Recollections of Jean Cameron Kelly, Part IV

Jean Kelly Cameron was the second school teacher in Peace River, arriving in December of 1913. In "I Remember Peace River, Alberta and Adjacent Districts 1800s - 1913 Part I", Cameron recalls her journey to Peace River, her memories of school and how Peace River Crossing looked in 1913. The first installment of the Recollections was published in our first newsletter sent out to our Members. For more membership information, please visit: http://peacerivermuseum.blogspot.com/2008/08/membership-drive-2008.htmlcall the Museum at 780-624-4261.
Recollections of Jean Cameron Kelly, Part IV
"The schoolroom also served almost every week for evening parties and dances with myself at the piano quite often and whatever fiddler could be pressed into service. Besides this Mr. George had a phonograph and a large number of records of the popular music of the day.

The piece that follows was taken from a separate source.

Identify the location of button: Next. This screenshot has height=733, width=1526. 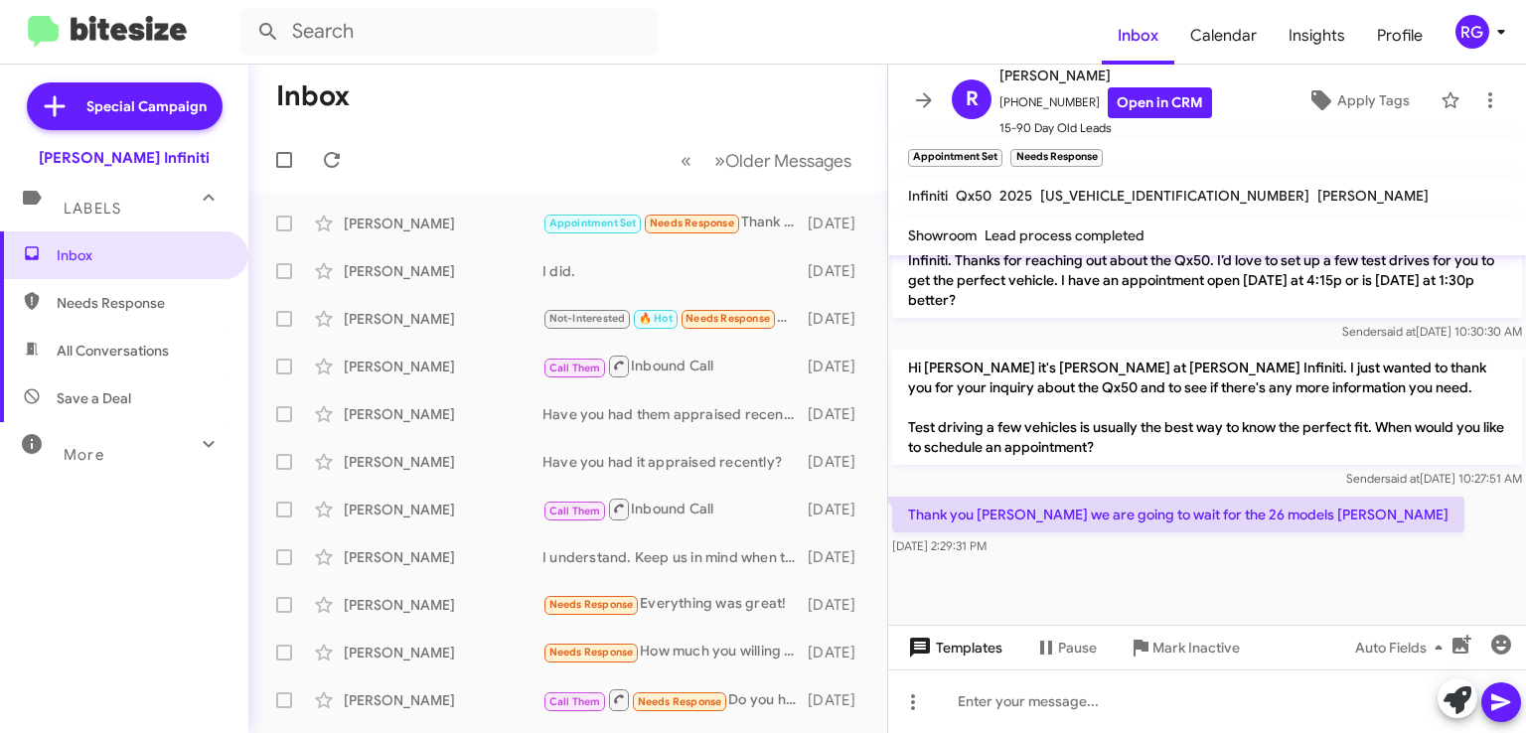
(783, 160).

I had ten pupils that first day, but by the end of June this had increased to about fifty, in all eight grades, and the ballroom was no longer adequate. Seventeen of my first pupils were: Bertie, Alice and Ethel George; Teddy White; Simon, Freddie and Alice Gullion; Emma Brick; Mary, Robert and Jimmie Hodgson; Mary, Henry and Paul Smith (from Fort Vermilion) and Mable and Willie George.
The members of the School Board at that time were H.A. George, chairman; W.J. Doherty, secretary, and Johnny Gaudet, treasurer. I was paid $850.00 a year which I thought princely compared with the $600.00 I had received on the prairies. Also, that first year I was made secretary of the school board with an honorarium of $25.00 for that year.

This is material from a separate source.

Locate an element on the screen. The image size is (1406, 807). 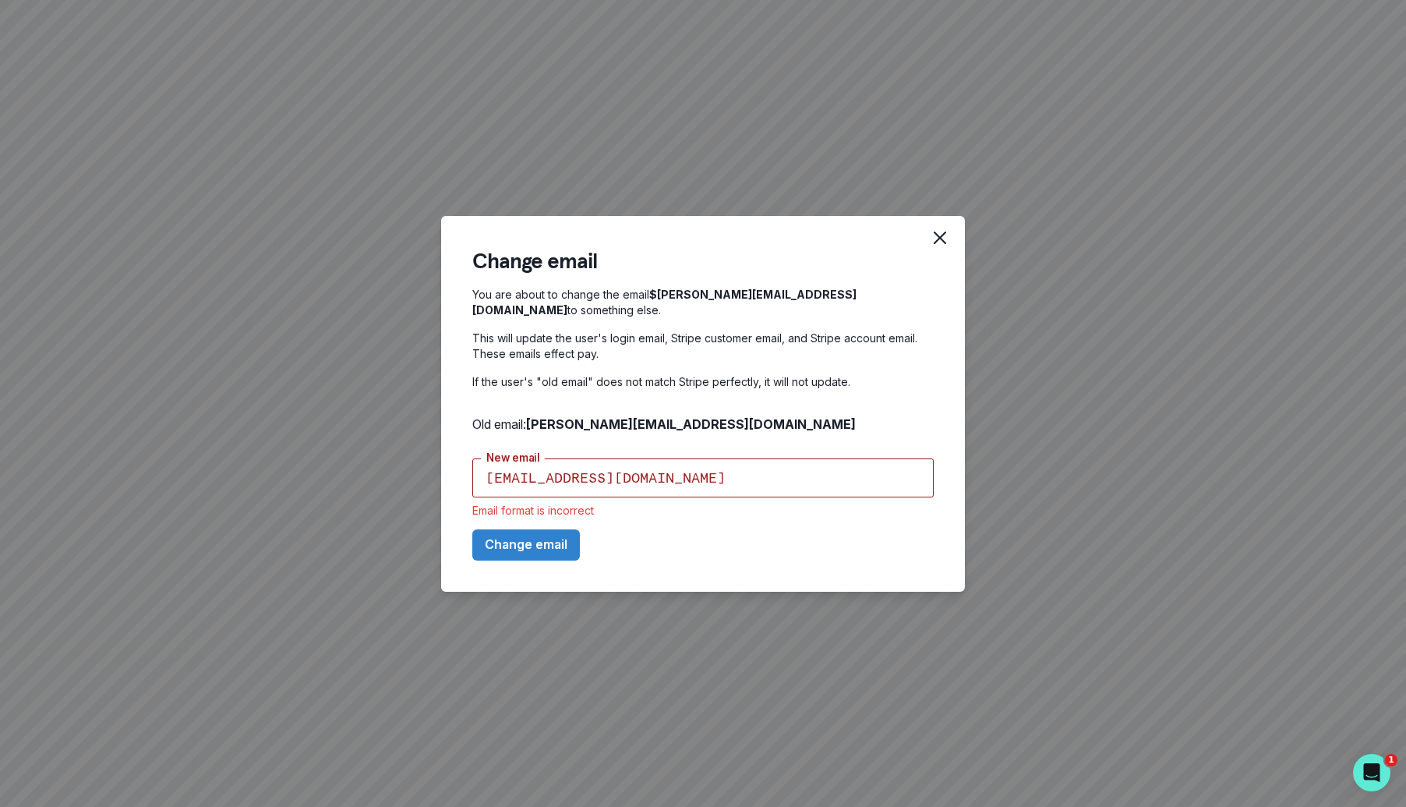
p: This will update the user's login email, Stripe customer email, and Stripe account email. These e... is located at coordinates (703, 346).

The old minutes book is still in existence, I believe, and it records a pathetically dogged struggle on the part of the school board, and especially Mr. George, to keep the school running. Practically every other meeting ended hopefully with the resolution: "It was resolved that the bank be again contacted regarding the possibility of obtaining another loan." This was usually for the purposed of paying the teacher's salary or buying fuel.
That first six-month term was the last time the ballroom was used as a school room, for as the fall term opened in a new school house - the first built in Peace River for that specific purpose. It was located on what we called "the first bench", just a little south of the where the railroad crosses the road up the Grouard Hill. It had a bell tower with a bell which I believe had originally been in some building in England, and which Mr. George procured.

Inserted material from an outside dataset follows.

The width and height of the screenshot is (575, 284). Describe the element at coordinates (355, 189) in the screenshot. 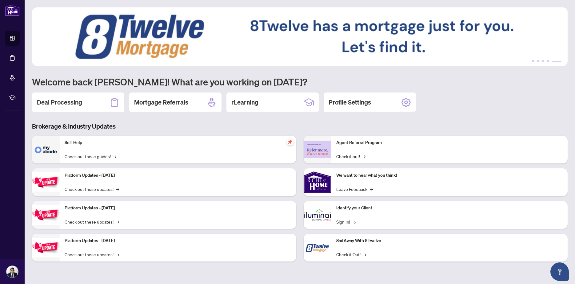

I see `a: Leave Feedback→` at that location.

This school now forms part of the Baptist Church, as when Timothy and Riley's grading outfit came in 1915 to grade the right of way for the railroad it was found to run right through the north east corner of the building, which had to be moved; and in 1916 tenders were called for the building of the old high school which until recently stood on the present site of the Travellers' Motel.
Down the river some distance were the homesteads of Willie George (a brother of H.A. George) and James Hodgson, and I had children from both these homes as pupils.